When receiving data from the network device, it is important to validate the data and consider empty or null data. For example, a device may have different type of interfaces. Some interface have tx-error stat and some other interface do not have tx-error stat. You are expecting the tx-error stat will trigger an alert once it cross certain threshold. The ind script for collecting this tx-error was written like this (pseudo code):

for( index_of_table = 1; index_of_table < index_interface + 1; index_of_table++ ){
    writeDoubleMetric(“tx-error”, tags, "gauge", 60, array_interfaces
[index_of_table, “tx-error”])
}

This will be a problem if some of the interfaces have no such metric. To correct this, we either initialize this metric for all interfaces to 0 at the beginning(not going to show here), or put a check before collecting it. Here is a pseudo sample after the correction:

for( index_of_table = 1; index_of_table < index_interface + 1; index_of_table++ ){
    If ( array_interfaces[index_of_table, “tx-error”] == “”) {
        array_interfaces[index_of_table, “tx-error”] = 0
   }
   writeDoubleMetric(“tx-error”, tags, "gauge", 60, array_interfaces
[index_of_table, “tx-error”])
}

Another example is the kernel table metric collection for a Palo Alto Networks firewall device. The kernel table rule is checking the actual entries against the table size limit. So both of the actual number of table entries and table limit should be present for the rule to work properly. The problem is, sometimes the device does not return the table limit simply because there isn’t a limit. The IND script should test if both of these two metric values are present; if any value is missing, we should not be collecting the metrics.
Here is the pseudo code which has the problem:

writeDoubleMetric(“fw-table-entries”, tags, "gauge", 60, tableEntries)
writeDoubleMetric(“fw-table-limit”, tags, "gauge", 60, tableLimit)
The following  pseudo code will fix the problem,
If (tableEntries != “” && tableLimit != “”) {
    writeDoubleMetric(“fw-table-entries”, tags, "gauge", 60, tableEntries)
    writeDoubleMetric(“fw-table-limit”, tags, "gauge", 60, tableLimit)
 }

The reason behind the metric value checking is, when a rule evaluates the data, there are three possible outcomes:

  • Resolved with no issue
  • Issue detected
  • Unknown – incomplete data to compute the result

The “unknown” normally is rooted from empty metric and has been very problematic causing false positives and issues not automatically resolved.

Common Mistake #2: Missing or Incorrect Tags

A rule is typically vendor agnostic and is shared among many devices. In addition to making sure that the metric name in the IND script matches the metric name, the tag name is often overlooked.

For example, this is the templated cross vendor rule for checking memory usage.
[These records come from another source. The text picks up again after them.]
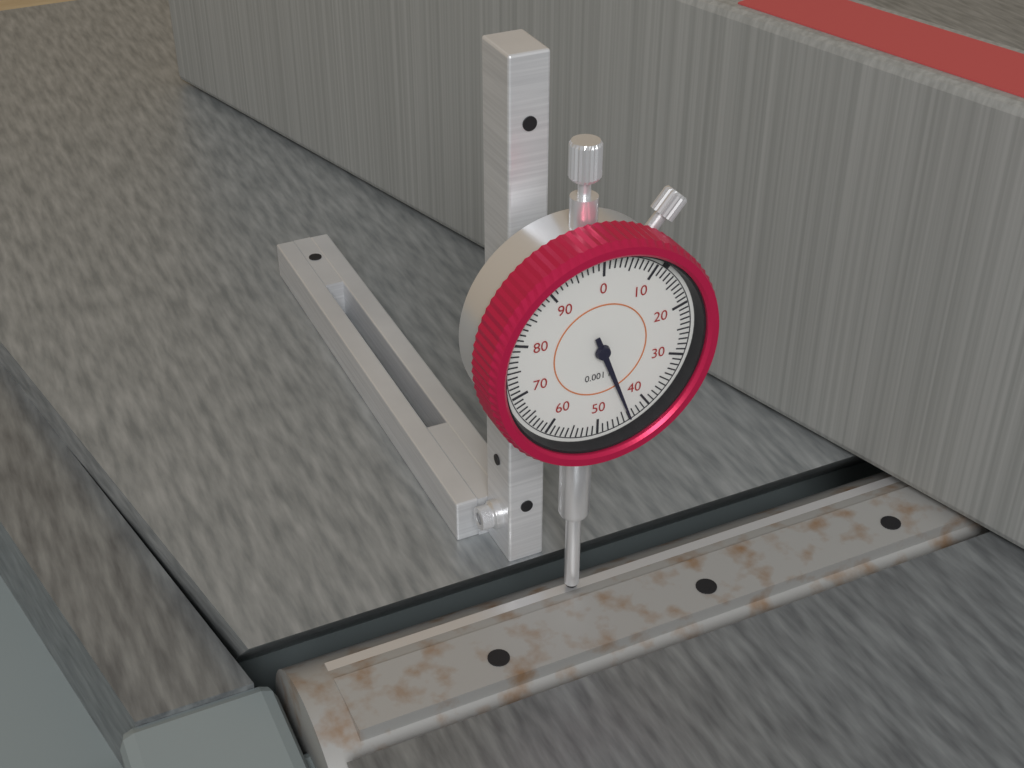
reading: 0.044 in
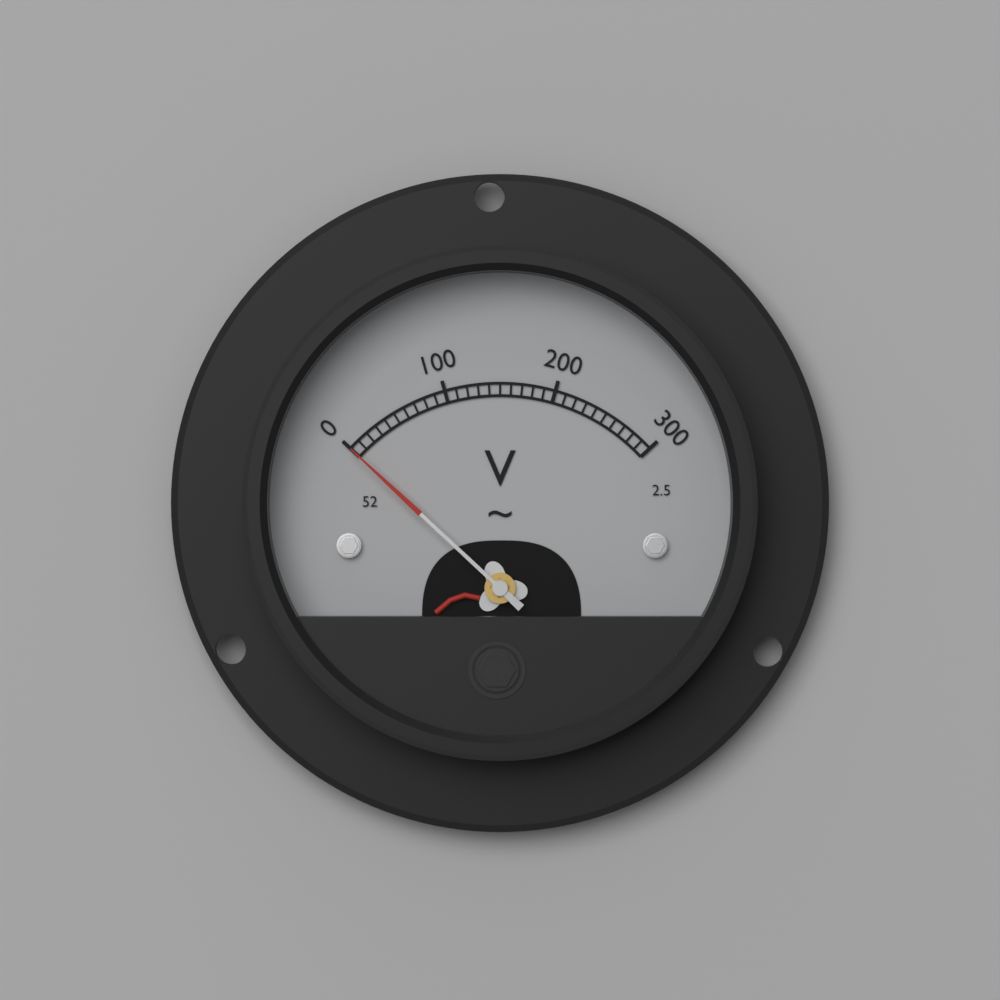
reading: 0 V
You will find the rule here.

Notice the “applicableMetricTag” field with the value “name”. Your IND script needs to have the tag called “name” and metric name “memory-usage”. Otherwise, you would not see the alert.
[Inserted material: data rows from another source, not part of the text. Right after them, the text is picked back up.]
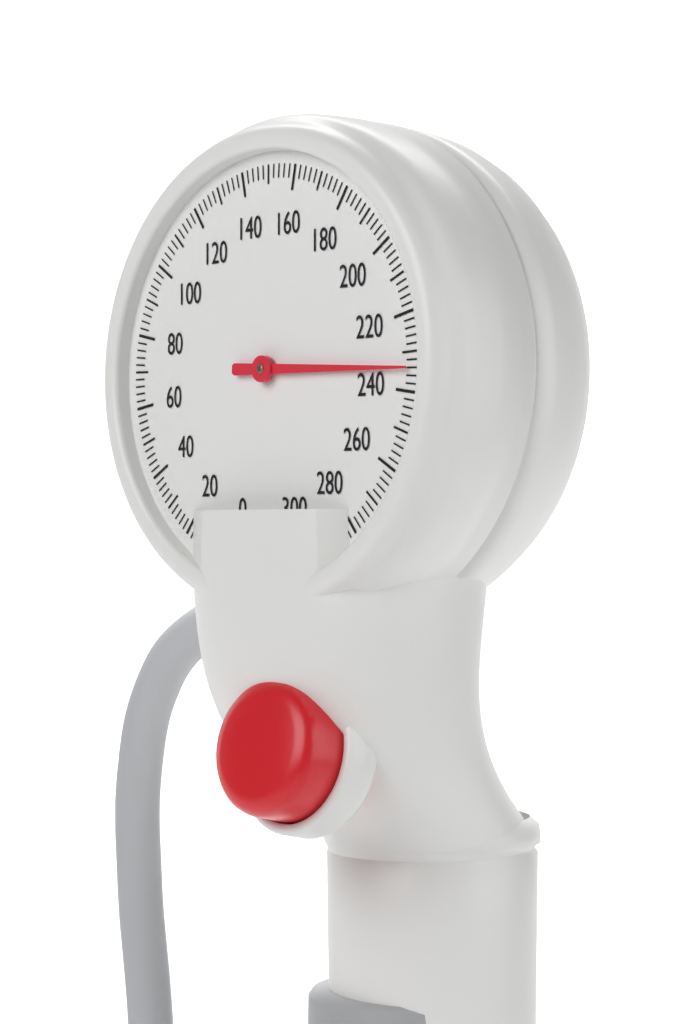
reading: 234 mmHg
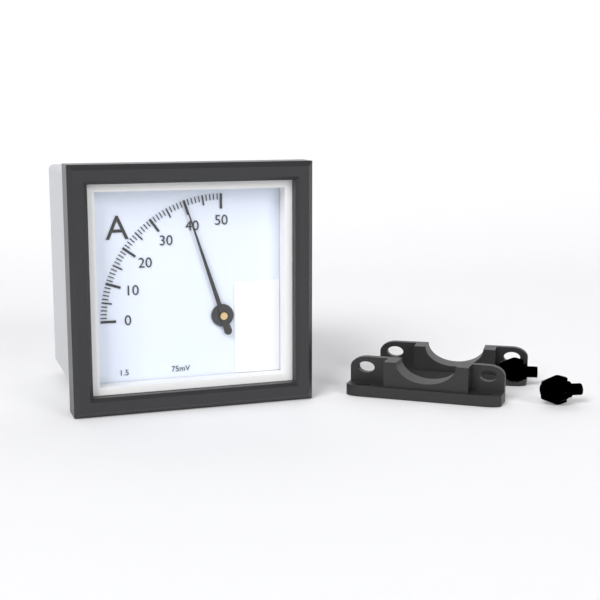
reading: 40 A
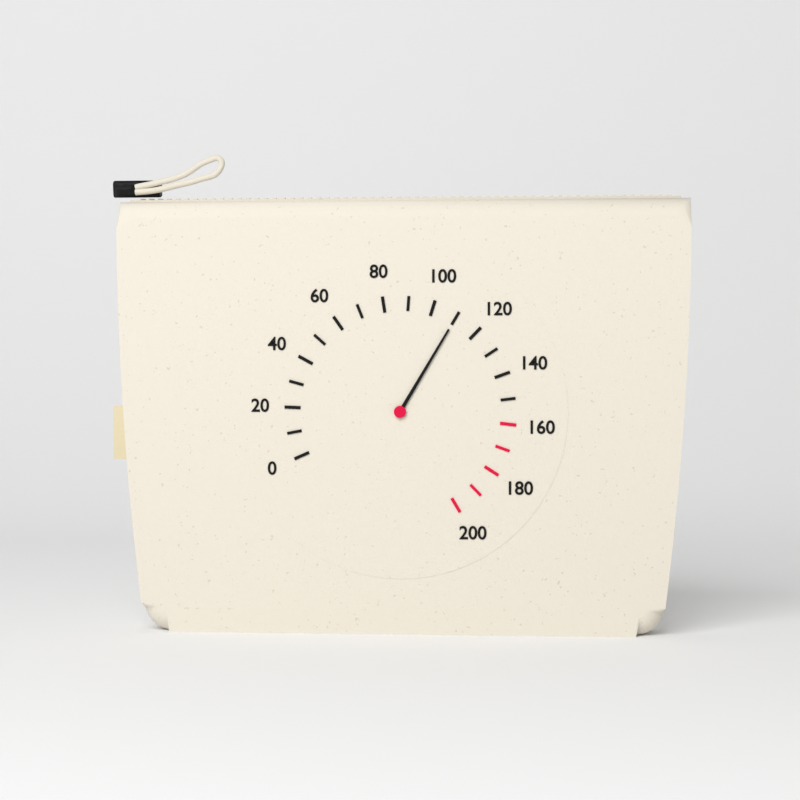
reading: 110 (no unit)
Here is an example of the IND script for Juniper SRX. You will need to collect the metric name “memory-usage” with a tag name “name”.

You will find the actual Indeni script here.
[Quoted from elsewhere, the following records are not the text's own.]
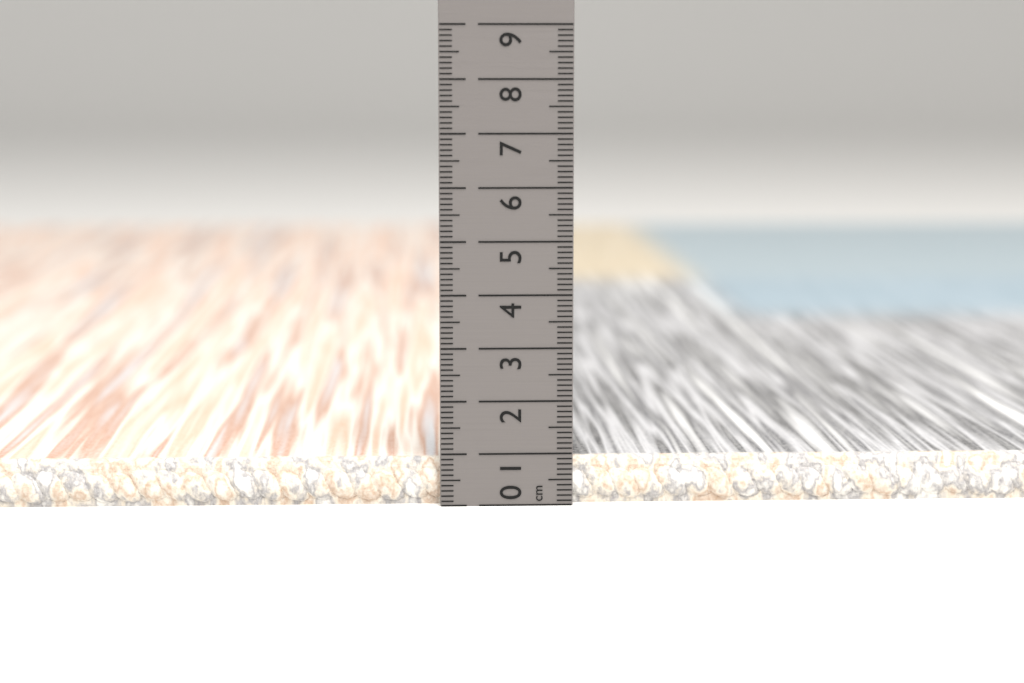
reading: 0.9 cm
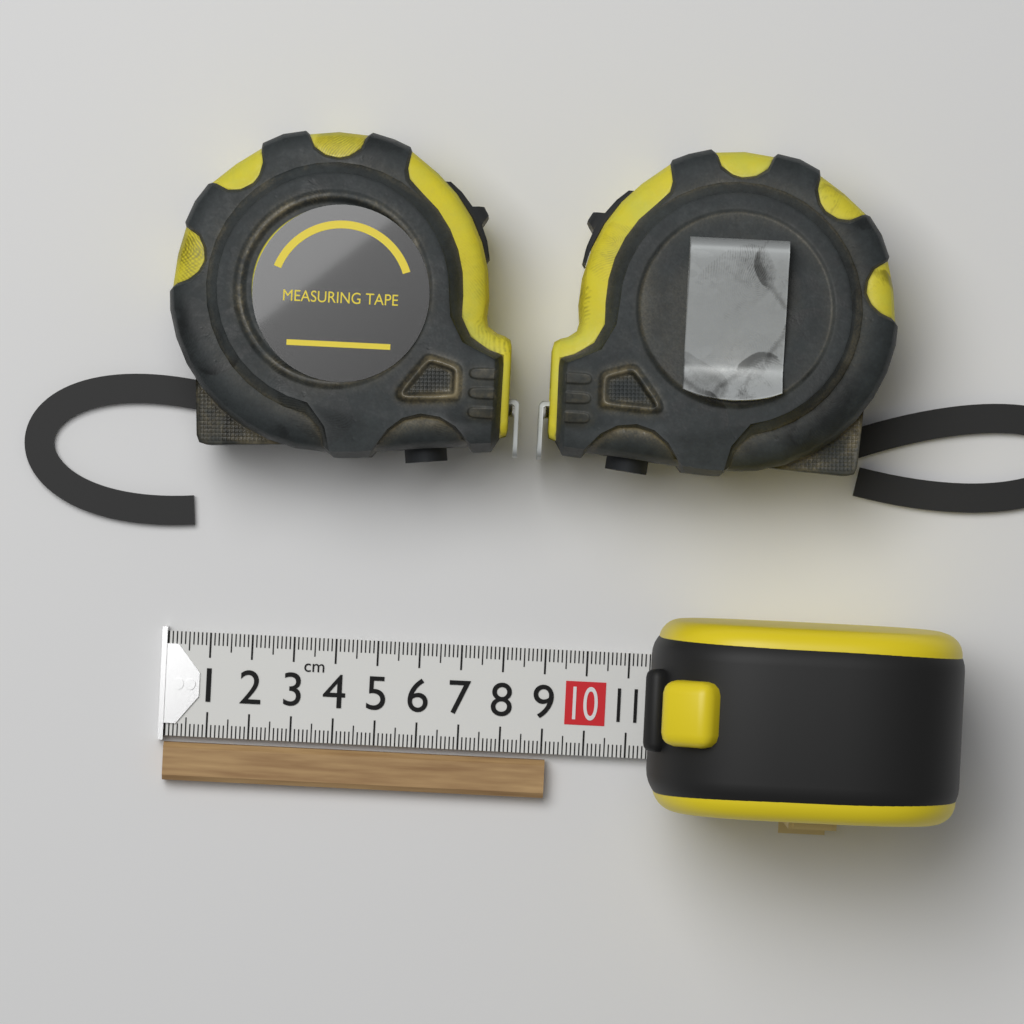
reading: 9.1 cm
These lessons learned were crowd-sourced from our community of certified IT professionals. Are you interested in learning how to code in Indeni Knowledge Language? Get started today by joining the Indeni Crowd and turn your domain expertise into automation.

If you found this article to be helpful, please share with your social networks. If you have feedback or other best practices you use please comment below. Thanks!


An avatar of the author

Ulrica de Fort-Menares is the Vice President of Product Management for Infrastructure Assurance.